2016-09-30 Thread Jeff King
On Thu, Sep 29, 2016 at 04:13:38PM -0700, Junio C Hamano wrote:

> There are very early ones in the program startup sequence in the
> following functions, but I do not think of a reason why our new and
> early call to prepare_packed_git() might be problematic, given that
> all of them require us to have an access to the repository (i.e.
> this change cannot introduce a regression where a command used to
> work outside a repository but barf when prepare_packed_git() is
> called early):
> 
>  - builtin/describe.c
>  - builtin/rev-list.c
>  - builtin/rev-parse.c
> 
> I thought that the one in diff.c might be problematic when the "git
> diff" command is run outside a repository with the "--no-index"
> option, but it appears that init_default_abbrev() seems to be OK
> when run outside a repository.

Actually, "diff --no-index" is currently buggy in this regard. In the
followup series to jk/setup-sequence-update (which I mentioned but
haven't posted yet), I teach get_object_dir() not to blindly default to
".git", and found that "diff --no-index" is perfectly happy to look in
".git/objects" for find_unique_abbrev(), even when we know there's no
repository (or it has an unknown vintage).
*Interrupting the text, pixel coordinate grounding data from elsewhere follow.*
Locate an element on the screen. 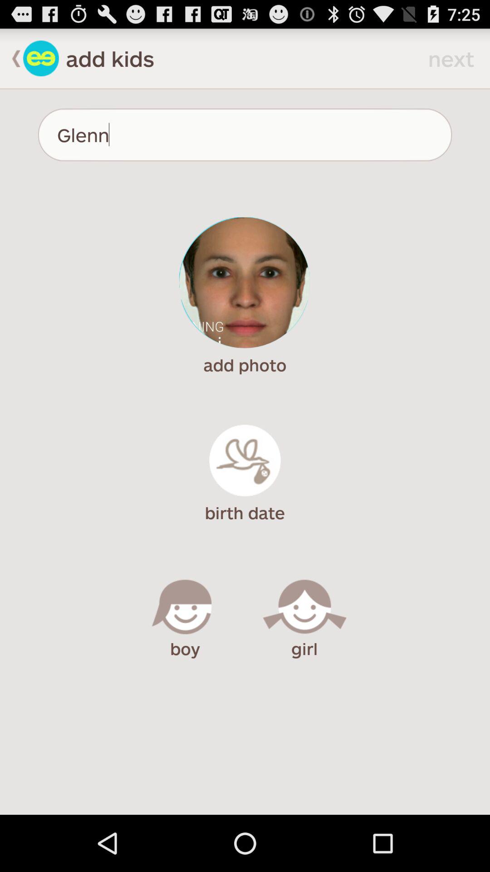 This screenshot has height=872, width=490. click on text field glenn is located at coordinates (245, 134).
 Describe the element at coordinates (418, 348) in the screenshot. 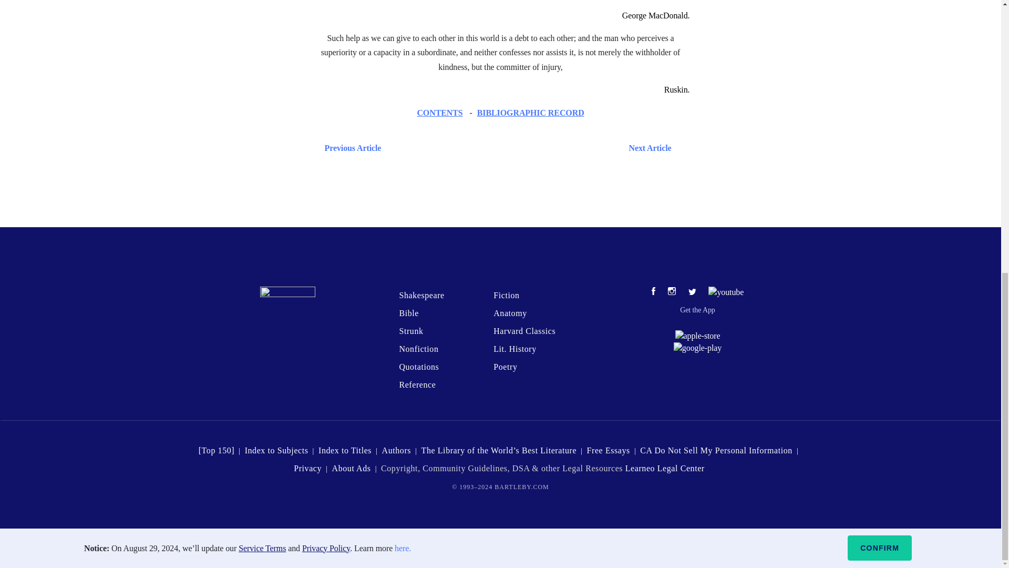

I see `Nonfiction` at that location.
I fixed it there by just using the default abbrev value for out-of-repo
diffs, and skip calling find_unique_abbrev() at all. That would here,
too.

But if we add object-store initialization at other times, it's a
potential conflict. IMHO this should stay inside find_unique_abbrev(),
where we know we already must look at the object store.

-Peff


Re: [PATCH 1/5] pretty: allow formatting DATE_SHORT

2016-09-30 Thread Jacob Keller
On Thu, Sep 29, 2016 at 1:33 AM, Jeff King  wrote:
> There's no way to do this short of "%ad" and --date=short,
> but that limits you to having a single date format in the
> output.
>
> This would possibly be better done with something more like
> "%ad(short)".
>
> Signed-off-by: Jeff King 
> ---
>  pretty.c | 3 +++
>  1 file changed, 3 insertions(+)
>
> diff --git a/pretty.c b/pretty.c
> index 493edb0..c532c17 100644
> --- a/pretty.c
> +++ b/pretty.c
> @@ -727,6 +727,9 @@ static size_t format_person_part(struct strbuf *sb, char 
> part,
> case 'I':   /* date, ISO 8601 strict */
> strbuf_addstr(sb, show_ident_date(, 
> DATE_MODE(ISO8601_STRICT)));
> return placeholder_len;
> +   case 's':
> +   strbuf_addstr(sb, show_ident_date(, DATE_MODE(SHORT)));
> +   return placeholder_len;
> }
>
>  skip:
> --
> 2.10.0.566.g5365f87
>

Nice. I use date=short in some of my aliases and switching to this is
nicer. I assume this turns into "%(as)"?

What about documenting this in  pretty-formats.txt?